Why Don’t Republicans Win in Big Cities?

Mattie Parker doesn’t come off like a stereotypical big city mayor: The 38-year-old lawyer and former nonprofit executive was raised on a cattle ranch outside Hico, Texas, population 1,343. Yet the most exotic thing about her may be the “R” next to her name. As the Republican mayor of Fort Worth, Texas—a city on the threshold of 1 million residents—Parker is one of only two GOP mayors among the 20 largest U.S. cities. (The other is Lenny Curry of Jacksonville, Florida, also just under 1 million.) After Parker, the biggest cities to be led by Republican chief executives are Oklahoma City (681,054), Fresno, California (542,107), and Mesa, Arizona (504,258). Many of those mayoralties are, like Parker’s, notionally nonpartisan, but it’s a safe bet you won’t see outgoing Mayor Steve Adler of Austin speaking at any Young Republicans conventions. Everybody knows.
And that’s a problem for Republicans.
If there’s one thing everybody knows about Texas politics, it is that Republicans win big except in Austin. Except, as usual, the one thing everybody knows isn’t true: Republicans can’t win in Austin to save their lives, true enough, but they also lose almost all of the time in Houston, Dallas, Fort Worth, San Antonio, El Paso—all the major cities.
After Fort Worth, the biggest Texas city with a Republican mayor is a suburb of Dallas, Plano. Increasingly, Republicans have a hard time in the bigger Texas suburbs and more urbanized suburban counties. Plano has a Republican mayor, but it went for Beto O’Rourke over Ted Cruz in the 2018 Senate race and for Joe Biden over Donald Trump in 2020.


▸ **Directions**
Look below for the line containing "Describe the element at coordinates (267, 26)"; from there through the line containing "What do you", both lines included, please set down each line exactly and nothing else.
*** Dataset extract ***
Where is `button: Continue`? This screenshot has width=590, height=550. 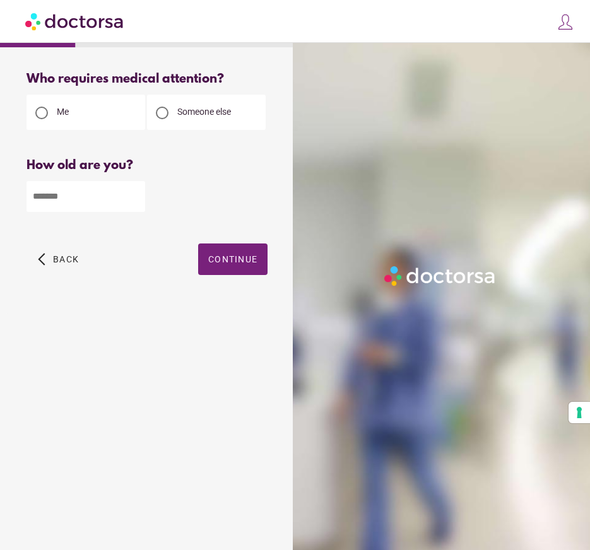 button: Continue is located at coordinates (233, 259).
*** End of Dataset extract ***
*** Dataset extract ***
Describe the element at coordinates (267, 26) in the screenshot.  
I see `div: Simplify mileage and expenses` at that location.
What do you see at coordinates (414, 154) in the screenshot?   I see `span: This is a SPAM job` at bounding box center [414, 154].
*** End of Dataset extract ***
*** Dataset extract ***
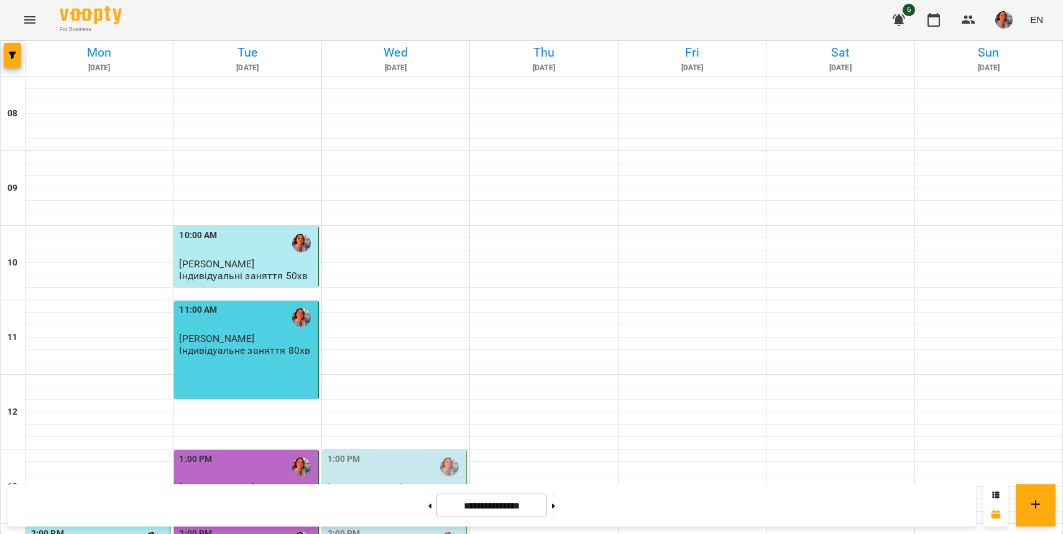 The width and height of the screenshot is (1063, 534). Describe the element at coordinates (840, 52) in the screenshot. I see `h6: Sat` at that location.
*** End of Dataset extract ***
▸ **Exercise response**
Describe the element at coordinates (267, 26) in the screenshot.  
I see `div: Simplify mileage and expenses` at that location.
What do you see at coordinates (414, 154) in the screenshot?   I see `span: This is a SPAM job` at bounding box center [414, 154].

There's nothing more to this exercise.